The Apple Watch seems to be inspiring a lot of uninspired thinking. Things like all the news that fits on the wrist.

I for one cannot imagine why I would spend hundreds of dollars so a device can annoy me with yet more notifications. I certainly don’t need to have my work/flow/conversation/meeting/meditation/relaxation interrupted with news about people I don’t know in places I’m not. That crap can wait until I’m ready to lean back and browse the headlines. That’s what Feedly and Flipboard are for.

I see articles of other app developers eagerly working to get out their own Watch versions and/or extensions of their apps.

That’s great! But … no thanks.

Photo of old-style doorbell mechanism, with a large tarnished bell, and metal striker connected to electrical coils
“DoorBell 001” by HNH - Own work. Licensed under CC BY-SA 3.0 via Wikimedia Commons.

I don’t want more, streamlined, easy-to-access notifications. I don’t want yet more interruptions to pull me out of what I’m doing.

I want fewer notifications

Right now, I have basically two levels of stuff being pushed at me every day:

  1. the most important stuff that I always want to know about asap (e.g., phone calls from my family); and

  2. all the rest, which on any given day might include things that I may be interested in seeing right away, but not always (e.g., an email from a long-lost friend, a call from someone I’m meeting tomorrow, a text from an acquaintance with whom I chat asynchronously, a server alert requiring attention), intermixed with the general crap I’m inundated with all the time (e.g., outsourcing spammers, newsletters I find myself magically subscribed to, newsletters I actually subscribed to, professional listservs, non-urgent business emails that may or may not require any response, Kickstarter updates, email from developers of apps I’ve downloaded over the past several years, non-urgent server notifications from my own sites, server alerts of all kinds for clients I had eight years ago, political action emails of all stripes, and so on — all of which arrive with the rhetorical fanfare of OMG YOU WANT TO READ THIS NOW!!!).

I’d love to be able to have multiple levels of urgency settings smartly applied to the things that interrupt me.

The phone, with its dozens of apps, each with their own arcane notification settings, does not offer that. The system is too clunky, limited by the simplest of algorithms. Same with email rules.

Maybe, just maybe, something like the Apple Watch can allow me to set up yet another level of urgency filtering, so that I can leave the iPhone in the drawer, thus enabling it to…

Leave me alone and bother me less!

That makes me hopeful and is the #1 reason I’m interested in the Apple Watch. Maybe I hope for too much. But there must be an improvement upon the Monolith of Distraction.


In this exercise, write out the data word for word and leave every image out.

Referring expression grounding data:
- Opening Delimiter -

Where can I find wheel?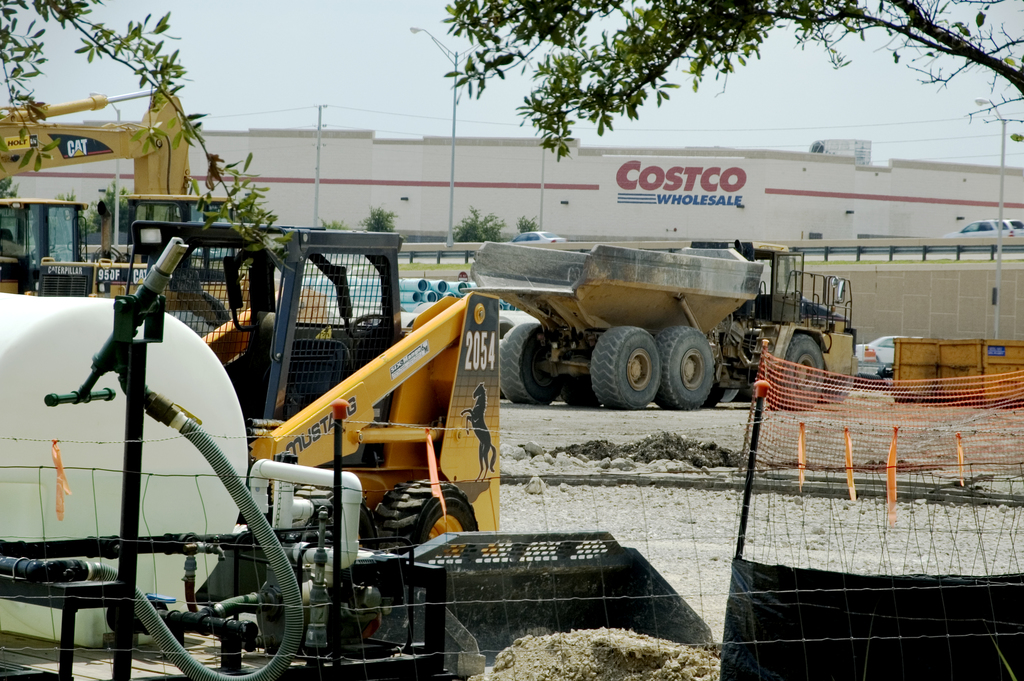
You can find it at locate(375, 469, 483, 563).
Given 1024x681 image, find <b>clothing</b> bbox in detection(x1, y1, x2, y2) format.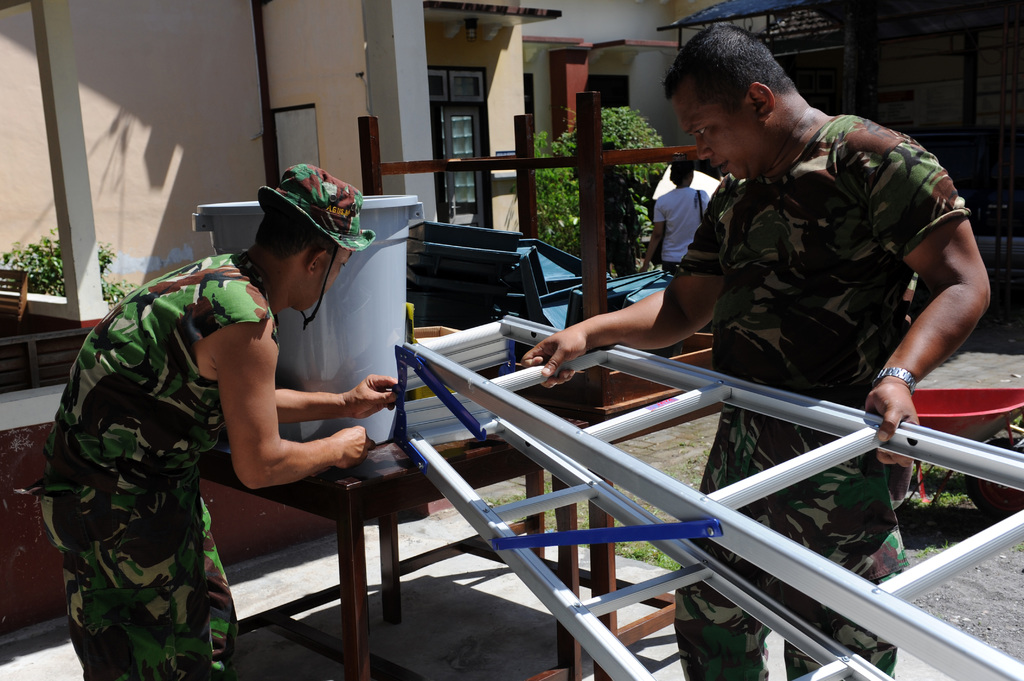
detection(682, 115, 972, 680).
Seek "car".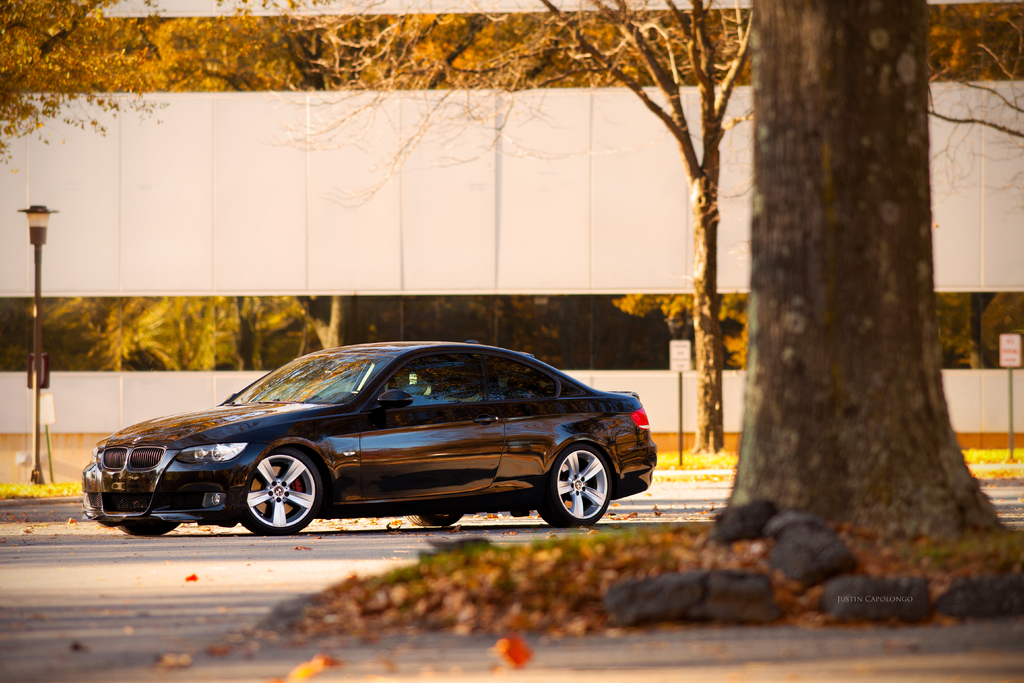
77,339,659,532.
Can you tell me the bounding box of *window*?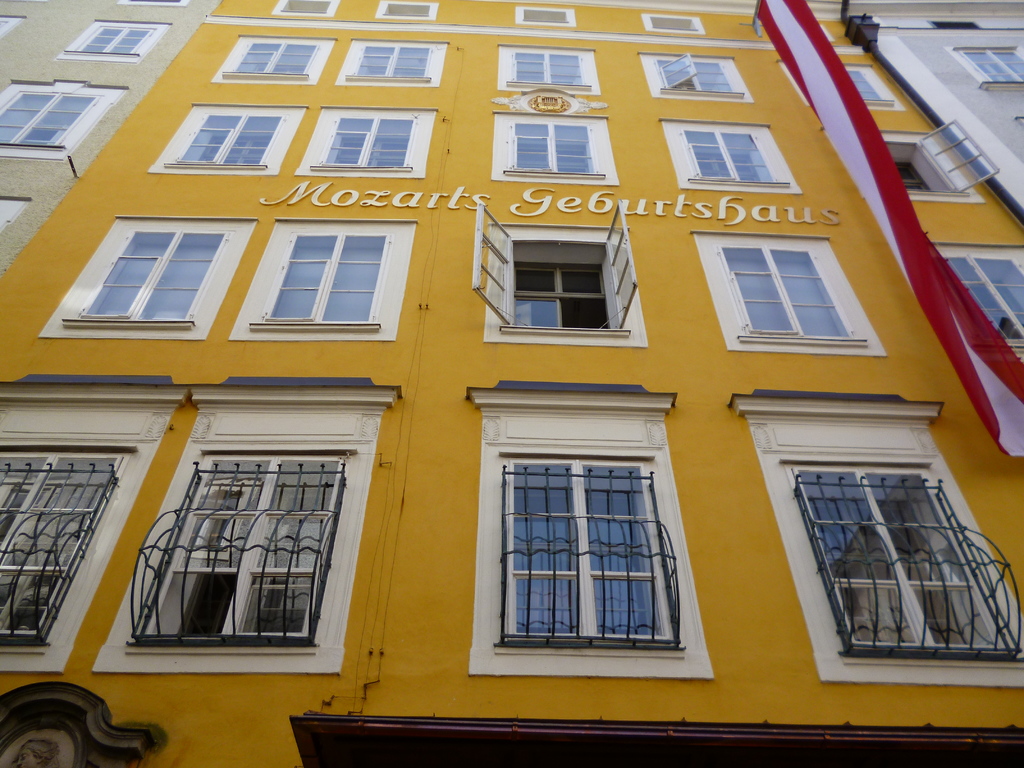
locate(684, 228, 879, 360).
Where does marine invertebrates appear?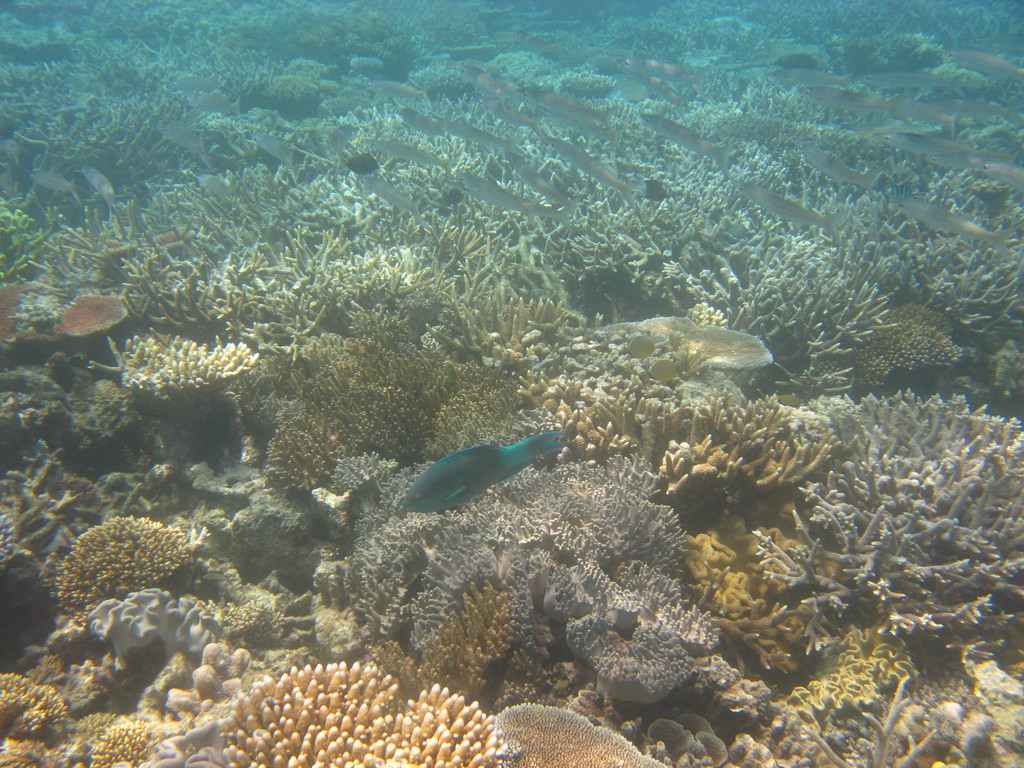
Appears at [770, 381, 1023, 542].
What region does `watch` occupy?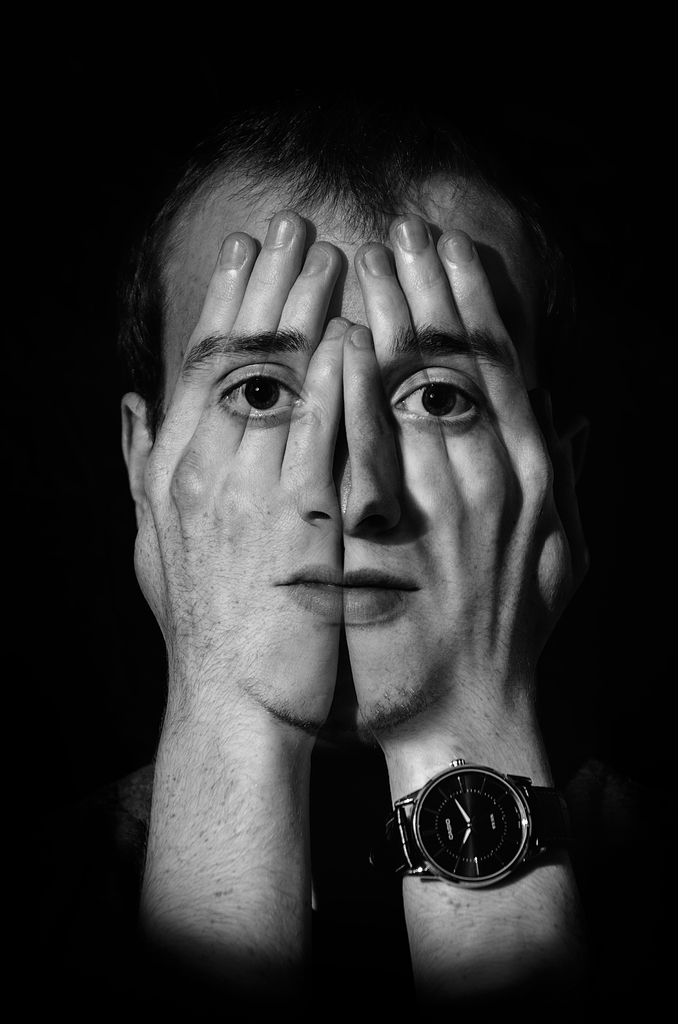
(left=387, top=756, right=579, bottom=895).
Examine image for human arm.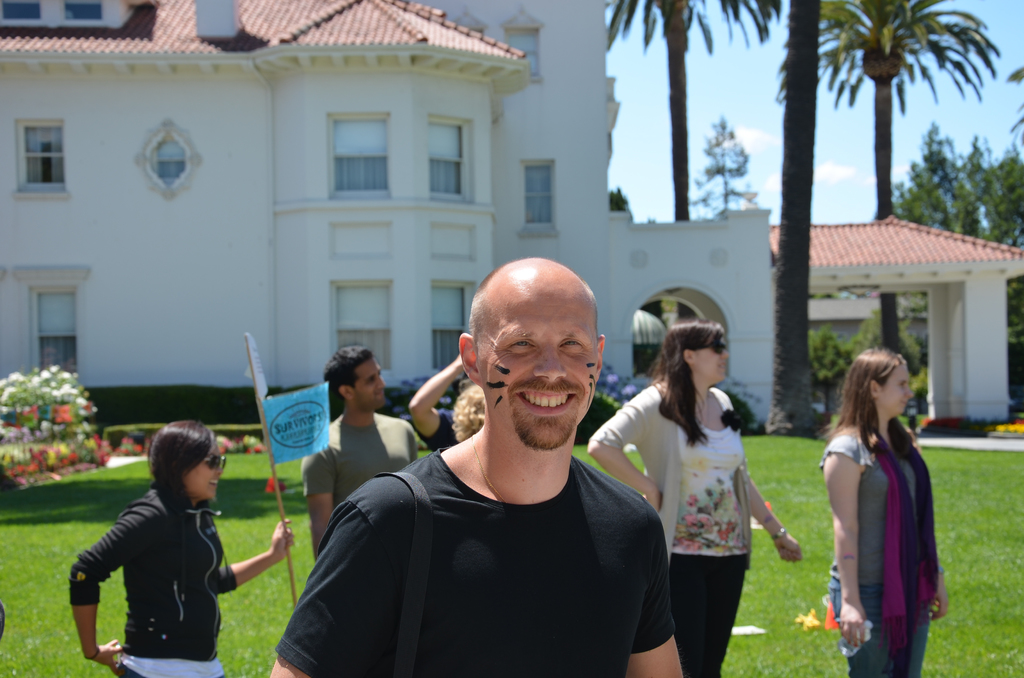
Examination result: locate(582, 387, 665, 514).
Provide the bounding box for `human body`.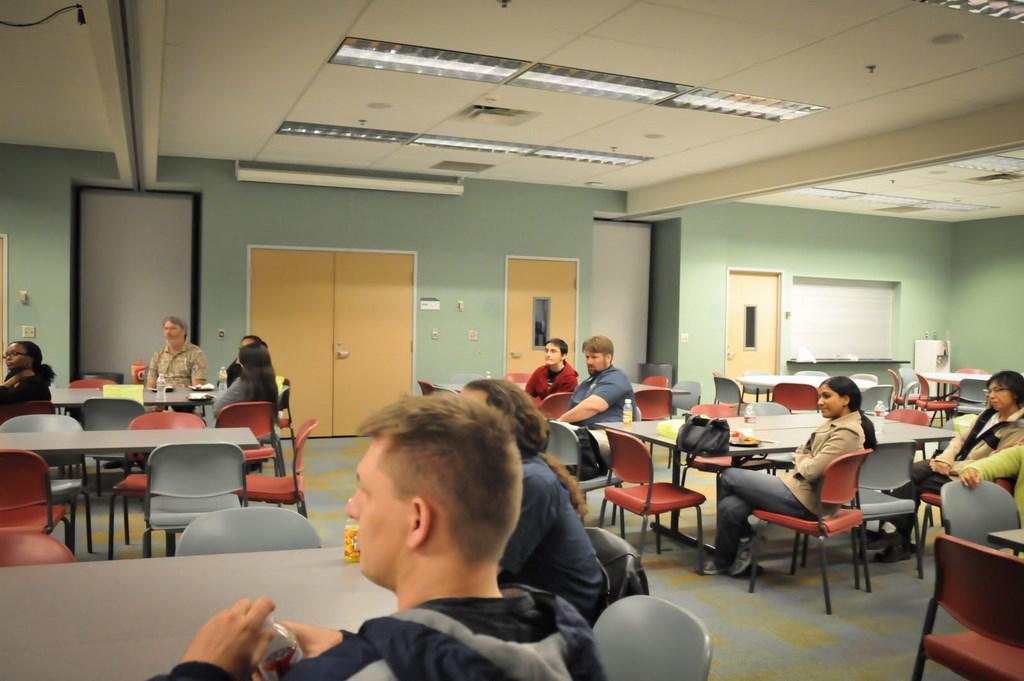
select_region(706, 377, 880, 569).
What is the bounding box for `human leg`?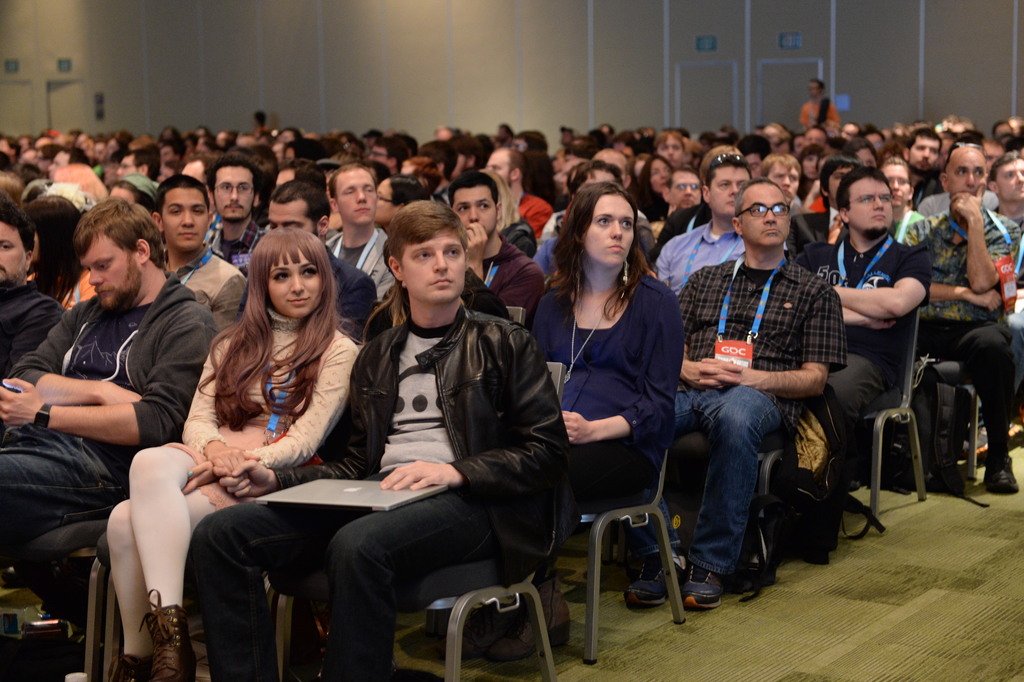
(191, 496, 361, 681).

- Closing Delimiter -

* **The completed task**
Where can I find wheel?
You can find it at locate(375, 469, 483, 563).
Given 1024x681 image, find <b>clothing</b> bbox in detection(x1, y1, x2, y2) format.
detection(682, 115, 972, 680).
Seek "car".
77,339,659,532.
Can you tell me the bounding box of *window*?
locate(684, 228, 879, 360).
Where does marine invertebrates appear?
Appears at [770, 381, 1023, 542].
What region does `watch` occupy?
(left=387, top=756, right=579, bottom=895).
Examine image for human arm.
Examination result: locate(582, 387, 665, 514).
Provide the bounding box for `human body`.
select_region(706, 377, 880, 569).
What is the bounding box for `human leg`?
(191, 496, 361, 681).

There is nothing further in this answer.